Okay, so I am again looking around for a new consulting assignment or a permanent job. Having helped Yulia to establish CheckIn.com, we are about to finish the work on the dashboard redesign supporting route level analysis and have first (successful) tests of the related analyses, so we’re confident to have those before Winter.
As my readers know, I am not “academic”, as far as it is about a university degree. “All I have” is a three year business education in Whole Sale & Foreign Trade Economics with a German Chamber of Commerce degree, similar to the integrated degree program. Which poses a hurdle finding a decent job in Germany. Not so easy if you don’t “fit the box” of a cogwheel. Being creative, interdisciplinary, a fire fighter, doesn’t make the fit into a box any easier.
Should you happen to seek a creative campaigner, do talk to me please ツ
But I just happen to look at some quotes that keep popping up on LinkedIn…
My preferred one for many years:
Both Steve Jobs and Bill Gates didn’t finish university.Still, there are people like Marisa Meyer at Yahoo (former Google), disqualifying good and successful people only because they didn’t graduate…
Recently I read former German Minister for Scientific Research Heinz Riesenhuber saying “The only difference between German Trainee program (Berufsausbildung) and the Dual Study system is that only the latter gets a university degree.” Having qualified after three years with a non-university degree in Whole Sale & Foreign Trade Economics, I’ve worked at the edge of creative developments and shared my knowledge as guest lecturer at universities. I’ve been speaker at international events. But i.e. at Lufthansa I don’t even have to apply as they demand a university degree; might be agriculture at that I am told…
This statement be Robert Kuok, the richest man in Malaysia fits a quote by Steve Jobs, late founder and brain behind Apple.com:
As I mention frequently in interviews, most of my business life I was hired as a fire fighter. Sometimes I was allowed to change things and usually then those things succeeded. At other times, I was hired as the scape goat. Just recently … Naaaw. Let’s not dig into that open wound ツ But being the eternal optimist, I learned that there’s a solution to any problem.
Extinguishing fires for the past 30 years turned me into a creative, interdisciplinary but optimistic aviation expert with my own network of aviation experts helping me where I get stuck. It allowed me to speak at top level aviation events on IT, business travel, analysis, usability and design, A-CDM (operations), marketing and other issues. Frequently about how pieces fit into the puzzle. As a consultant, I’m called to oversee projects in aviation that sometimes impose a lot of change to the people. Related mostly to marketing, analysis, distribution, operations, interfaces and other such issues.
So these quotes above are simply examples, making me confident that I will find my next challenge where I can make a change.
Food For Thought
Comments welcome
Just got this image on LinkedIn (source unknown):
The combination of experience and a start-up spirit are nothing recruiters look for: Better go for the people you can fit in the box. Academic, Biotec, Medtec, …
I just had a nice discussion on this with an investor group as well as an HR manager. They all want the same. Talent, thinking out of the box or spirit are considered “disruptive”. Experience? What’s your academic degree…? No joke, those were live examples this week.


**Work instruction**.
Your copy must start with the line containing "Parse this screenshot: output" and end with the last line of the entries, matching them exactly and leaving out every picture.

**Data**.
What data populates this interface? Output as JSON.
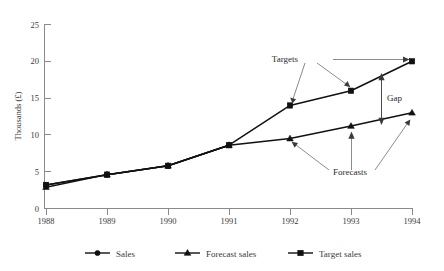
{
  "chart_data": {
    "type": "line",
    "title": "",
    "xlabel": "",
    "ylabel": "Thousands (£)",
    "categories": [
      "1988",
      "1989",
      "1990",
      "1991",
      "1992",
      "1993",
      "1994"
    ],
    "x": [
      1988,
      1989,
      1990,
      1991,
      1992,
      1993,
      1994
    ],
    "xlim": [
      1988,
      1994
    ],
    "ylim": [
      0,
      25
    ],
    "yticks": [
      "0",
      "5",
      "10",
      "15",
      "20",
      "25"
    ],
    "ytick_values": [
      0,
      5,
      10,
      15,
      20,
      25
    ],
    "grid": false,
    "legend_position": "bottom",
    "series": [
      {
        "name": "Sales",
        "marker": "circle",
        "color": "#111111",
        "x": [
          1988,
          1989,
          1990,
          1991
        ],
        "values": [
          3.2,
          4.6,
          5.8,
          8.6
        ]
      },
      {
        "name": "Forecast sales",
        "marker": "triangle",
        "color": "#111111",
        "x": [
          1988,
          1989,
          1990,
          1991,
          1992,
          1993,
          1994
        ],
        "values": [
          2.9,
          4.6,
          5.8,
          8.6,
          9.5,
          11.2,
          13.0
        ]
      },
      {
        "name": "Target sales",
        "marker": "square",
        "color": "#111111",
        "x": [
          1988,
          1989,
          1990,
          1991,
          1992,
          1993,
          1994
        ],
        "values": [
          3.2,
          4.6,
          5.8,
          8.6,
          14.0,
          16.0,
          20.0
        ]
      }
    ],
    "annotations": [
      {
        "text": "Targets",
        "points_to": [
          "target-1992",
          "target-1993",
          "target-1994"
        ]
      },
      {
        "text": "Gap",
        "points_to": [
          "target-1993-1994-band",
          "forecast-1993-1994-band"
        ]
      },
      {
        "text": "Forecasts",
        "points_to": [
          "forecast-1992",
          "forecast-1993",
          "forecast-1994"
        ]
      }
    ]
  },
  "axes": {
    "y_title": "Thousands (£)",
    "y_ticks": [
      "25",
      "20",
      "15",
      "10",
      "5",
      "0"
    ],
    "x_ticks": [
      "1988",
      "1989",
      "1990",
      "1991",
      "1992",
      "1993",
      "1994"
    ]
  },
  "annotations": {
    "targets": "Targets",
    "gap": "Gap",
    "forecasts": "Forecasts"
  },
  "legend": {
    "items": [
      {
        "label": "Sales",
        "marker": "circle"
      },
      {
        "label": "Forecast sales",
        "marker": "triangle"
      },
      {
        "label": "Target sales",
        "marker": "square"
      }
    ]
  },
  "colors": {
    "ink": "#111111",
    "axis": "#8a8a8a",
    "text": "#3a3a3a",
    "leader": "#6e6e6e",
    "background": "#ffffff"
  }
}
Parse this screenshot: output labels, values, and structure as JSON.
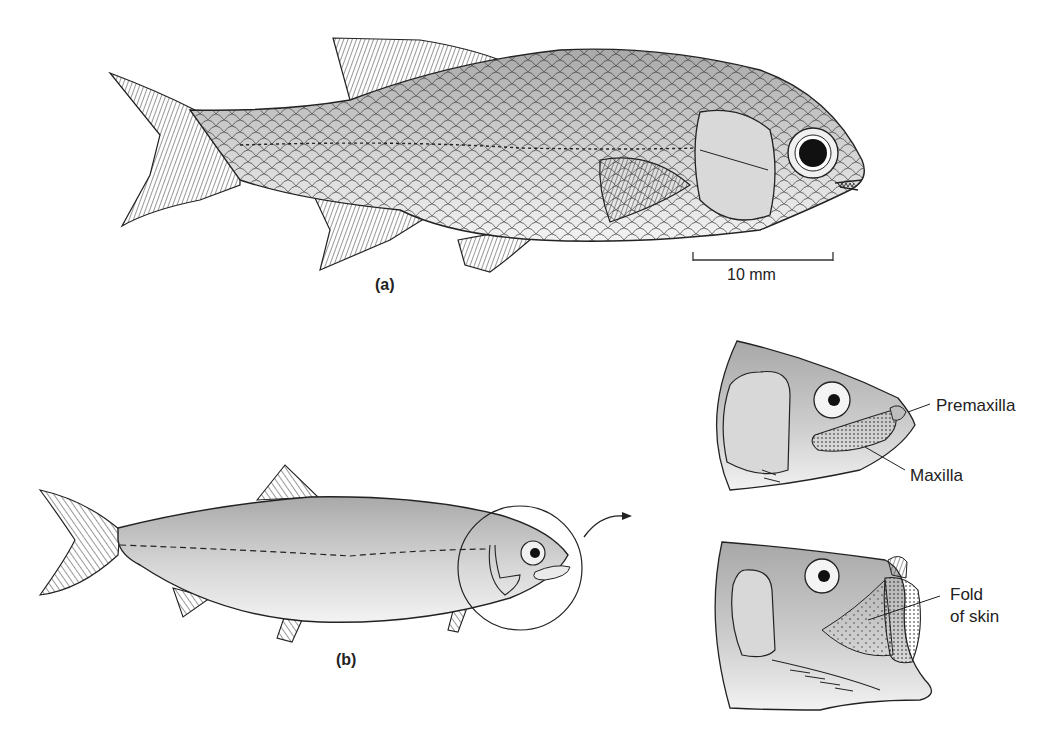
{
  "figure": {
    "panel_a": {
      "label": "(a)",
      "scale_bar_label": "10 mm"
    },
    "panel_b": {
      "label": "(b)",
      "head_closeups": [
        {
          "annotations": [
            "Premaxilla",
            "Maxilla"
          ]
        },
        {
          "annotations": [
            "Fold",
            "of skin"
          ]
        }
      ]
    }
  }
}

**Solution**.
Parse this screenshot: output labels, values, and structure as JSON.
{
  "figure": {
    "panel_a": {
      "label": "(a)",
      "scale_bar_label": "10 mm"
    },
    "panel_b": {
      "label": "(b)",
      "head_closeups": [
        {
          "annotations": [
            "Premaxilla",
            "Maxilla"
          ]
        },
        {
          "annotations": [
            "Fold",
            "of skin"
          ]
        }
      ]
    }
  }
}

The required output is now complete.